"Go away!" she would cry, stamping her foot energetically. "Rhoda is a good child."
The Things and the Bear all grunted with the same voice as they retreated in discontent to their lairs; but I was not critical. It was enough for me that they went, if only for a time. Always I remembered that Lily-Ann could summon them at will, and her importance grew greater day by day.

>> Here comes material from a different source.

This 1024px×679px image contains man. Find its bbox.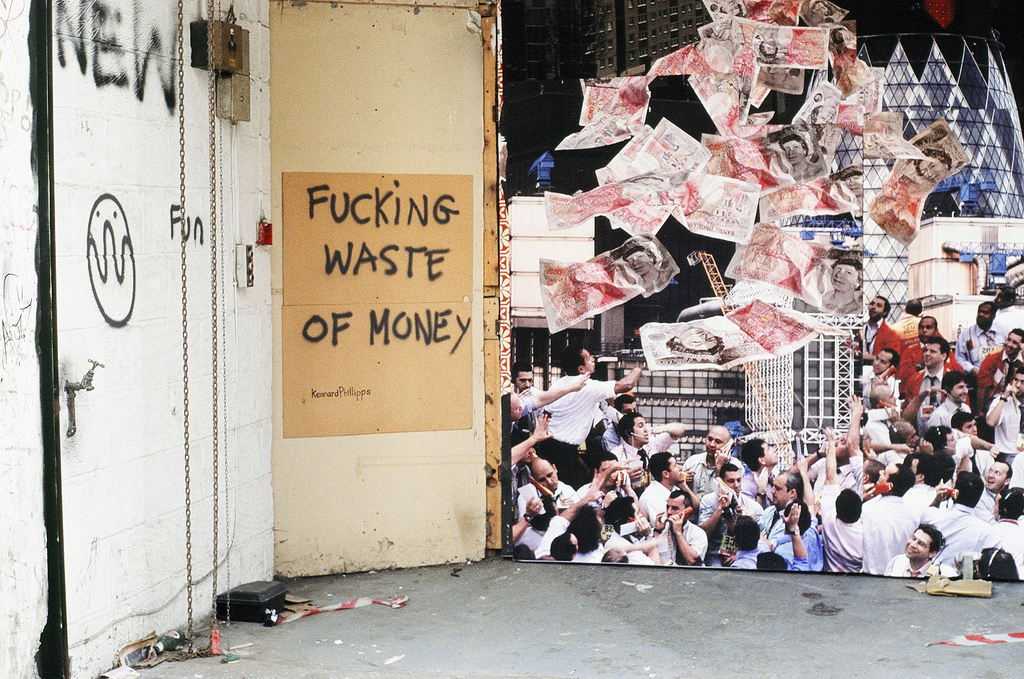
l=980, t=323, r=1023, b=394.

There were hours, however, when I escaped into the safety of my mother's room. I was not too small to understand the delights of that cheerful room,—the glittering objects on the dressing-table, the deep bureau drawers filled with wonders much too dainty for a child to touch. There were keepsakes, also, mementos of my mother's childhood and youth; prize books in foreign tongues, won at school and laid away in tissue paper; bits of costly lace, and many little worthless, well-beloved possessions. In the closet there was a box on an upper shelf. Quite an ordinary box it was on the outside, made of pasteboard and tied with bands of yellow ribbon which had once been white. My mother lifted the cover one day, and showed me what was inside. It was the most wonderful thing, and it had come off her wedding-cake. There was a white platform surrounded with a wreath of white roses and leaves, and in the center of the platform there stood under a wreathed arch two little dolls, arm in arm.

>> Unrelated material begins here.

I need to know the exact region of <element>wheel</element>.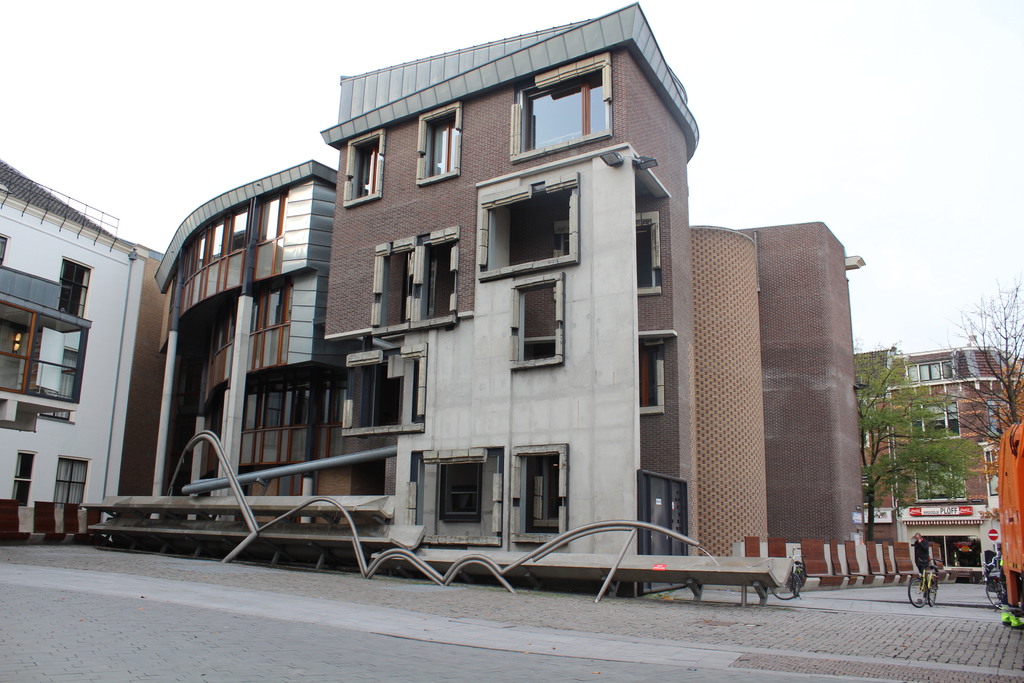
Region: 904,571,931,609.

"They are going to be married," my mother said. "They came off the top of my cake when I was married."
"Oh, isn't it too sweet for anything!" I cried, in an ecstasy. "But, mother, why does the lady doll wear a veil?"
"All brides do. You shall, too, some day."
"Shall I?" I questioned, doubtfully. "But, mother, dear, suppose I should grow up, and never get married, won't you give me these little dolls to play with?"
"If that should happen I suppose I must," my mother said, with a laugh, and tied the box up tightly again, and put it back on the upper shelf.